Except Terraform's Azure provider didn't fully support Event Grid namespaces. Like, at all. Some resources were partially supported, others were completely missing. Here I was, trying to build everything through infrastructure-as-code, and Terraform was basically saying "sorry, can't help you with that."
So I did what any engineer would do - I got creative. I built a hybrid approach that honestly felt dirty at first. Some resources managed by Terraform, others provisioned through Azure CLI commands embedded in our pipelines. It wasn't elegant, but it worked.
Building Patterns That Last
What I learned from this project is that greenfield doesn't mean "do whatever you want." It means "establish patterns that will scale." Every decision I made had to consider not just the immediate need, but how it would work when we had 10x the traffic, 10x the developers, 10x the complexity.

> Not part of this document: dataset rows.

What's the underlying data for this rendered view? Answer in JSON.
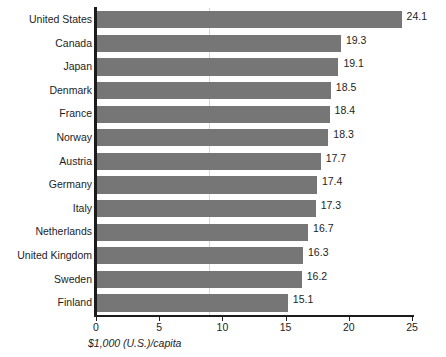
{
  "chart_data": {
    "type": "bar",
    "orientation": "horizontal",
    "title": "",
    "subtitle": "",
    "xlabel": "$1,000 (U.S.)/capita",
    "ylabel": "",
    "xlim": [
      0,
      25
    ],
    "xticks": [
      0,
      5,
      10,
      15,
      20,
      25
    ],
    "xtick_labels": [
      "0",
      "5",
      "10",
      "15",
      "20",
      "25"
    ],
    "grid": false,
    "legend": false,
    "bar_color": "#767676",
    "axis_color": "#1c1c1c",
    "background_color": "#ffffff",
    "categories": [
      "United States",
      "Canada",
      "Japan",
      "Denmark",
      "France",
      "Norway",
      "Austria",
      "Germany",
      "Italy",
      "Netherlands",
      "United Kingdom",
      "Sweden",
      "Finland"
    ],
    "values": [
      24.1,
      19.3,
      19.1,
      18.5,
      18.4,
      18.3,
      17.7,
      17.4,
      17.3,
      16.7,
      16.3,
      16.2,
      15.1
    ],
    "value_labels": [
      "24.1",
      "19.3",
      "19.1",
      "18.5",
      "18.4",
      "18.3",
      "17.7",
      "17.4",
      "17.3",
      "16.7",
      "16.3",
      "16.2",
      "15.1"
    ]
  }
}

The hybrid Terraform/CLI approach became our template for handling cutting-edge Azure services. We documented the patterns, created reusable modules, and established guidelines for when to use each approach. What started as a workaround became a strategic advantage.
By the end of the project, we had a fully automated, scalable, event-driven architecture running on Azure. WebSocket connections handled gracefully, Event Grid processing millions of events, all managed through code. It wasn't just infrastructure - it was a platform that enabled the business to move fast.

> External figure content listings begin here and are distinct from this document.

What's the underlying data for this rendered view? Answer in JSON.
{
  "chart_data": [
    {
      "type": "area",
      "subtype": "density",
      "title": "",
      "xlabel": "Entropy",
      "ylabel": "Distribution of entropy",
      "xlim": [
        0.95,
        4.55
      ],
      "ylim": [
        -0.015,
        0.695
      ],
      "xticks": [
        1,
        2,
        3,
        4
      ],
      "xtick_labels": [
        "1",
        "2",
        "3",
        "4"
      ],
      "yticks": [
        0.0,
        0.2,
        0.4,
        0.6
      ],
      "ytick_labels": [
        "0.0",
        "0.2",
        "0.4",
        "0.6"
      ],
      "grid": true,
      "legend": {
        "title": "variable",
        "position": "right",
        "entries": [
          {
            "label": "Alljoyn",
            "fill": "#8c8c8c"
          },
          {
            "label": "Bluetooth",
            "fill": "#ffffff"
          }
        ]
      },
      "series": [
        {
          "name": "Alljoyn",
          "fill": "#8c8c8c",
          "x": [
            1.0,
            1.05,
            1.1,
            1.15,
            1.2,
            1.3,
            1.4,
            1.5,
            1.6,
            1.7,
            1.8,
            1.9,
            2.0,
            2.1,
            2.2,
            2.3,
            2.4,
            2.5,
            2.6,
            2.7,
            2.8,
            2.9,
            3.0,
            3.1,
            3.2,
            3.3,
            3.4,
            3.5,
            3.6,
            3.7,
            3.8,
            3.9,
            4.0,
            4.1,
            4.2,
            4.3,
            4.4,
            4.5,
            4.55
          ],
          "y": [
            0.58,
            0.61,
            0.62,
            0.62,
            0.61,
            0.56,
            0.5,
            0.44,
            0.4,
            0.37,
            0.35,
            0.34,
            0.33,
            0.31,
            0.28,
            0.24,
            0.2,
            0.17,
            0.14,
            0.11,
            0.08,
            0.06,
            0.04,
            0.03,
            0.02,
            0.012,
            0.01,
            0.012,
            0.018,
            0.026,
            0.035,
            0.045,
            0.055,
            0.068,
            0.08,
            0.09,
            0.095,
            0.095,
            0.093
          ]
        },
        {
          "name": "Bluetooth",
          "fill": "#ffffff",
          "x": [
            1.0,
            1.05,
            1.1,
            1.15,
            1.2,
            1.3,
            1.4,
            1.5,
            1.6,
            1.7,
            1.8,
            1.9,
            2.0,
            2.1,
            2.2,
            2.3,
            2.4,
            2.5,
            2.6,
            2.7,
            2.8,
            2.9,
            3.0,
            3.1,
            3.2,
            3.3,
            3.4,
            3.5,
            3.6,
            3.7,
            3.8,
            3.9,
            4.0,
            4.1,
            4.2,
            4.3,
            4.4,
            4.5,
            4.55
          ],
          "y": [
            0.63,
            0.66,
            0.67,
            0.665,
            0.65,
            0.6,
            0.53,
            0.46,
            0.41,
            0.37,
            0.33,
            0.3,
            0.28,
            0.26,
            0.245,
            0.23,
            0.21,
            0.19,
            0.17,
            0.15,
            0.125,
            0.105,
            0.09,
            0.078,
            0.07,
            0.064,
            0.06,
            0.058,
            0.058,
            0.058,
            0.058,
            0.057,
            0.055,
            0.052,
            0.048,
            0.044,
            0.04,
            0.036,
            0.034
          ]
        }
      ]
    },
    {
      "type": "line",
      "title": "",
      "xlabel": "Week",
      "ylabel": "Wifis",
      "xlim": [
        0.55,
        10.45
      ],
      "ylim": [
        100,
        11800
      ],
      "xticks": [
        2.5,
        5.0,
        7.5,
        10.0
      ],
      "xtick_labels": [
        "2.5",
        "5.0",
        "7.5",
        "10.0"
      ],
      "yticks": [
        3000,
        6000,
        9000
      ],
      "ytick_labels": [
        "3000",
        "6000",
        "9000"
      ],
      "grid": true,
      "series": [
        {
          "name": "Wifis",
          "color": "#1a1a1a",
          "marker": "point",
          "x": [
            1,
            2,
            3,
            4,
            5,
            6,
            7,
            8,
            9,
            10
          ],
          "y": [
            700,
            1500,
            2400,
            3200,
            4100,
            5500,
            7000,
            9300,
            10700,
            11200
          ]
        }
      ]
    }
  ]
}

What This Greenfield Project Taught Me
Building from scratch is a privilege and a responsibility. Every decision you make echoes through the organization's future. There's no legacy code to blame, no previous architect's decisions to work around. It's all on you.
I learned that perfect architecture doesn't exist, but good-enough architecture that ships features does. Our hybrid Terraform/CLI approach wasn't textbook clean, but it let us use cutting-edge Azure services while maintaining infrastructure-as-code principles where it mattered.
That's the thing about building from scratch - you don't just create infrastructure. You create possibilities. You establish patterns that influence how an entire organization thinks about cloud architecture. And sometimes, just sometimes, you get to build something that stands the test of time.
Questions People Actually Ask
You know, after sharing this project, I keep getting the same questions. So here are the real answers to the things people actually want to know.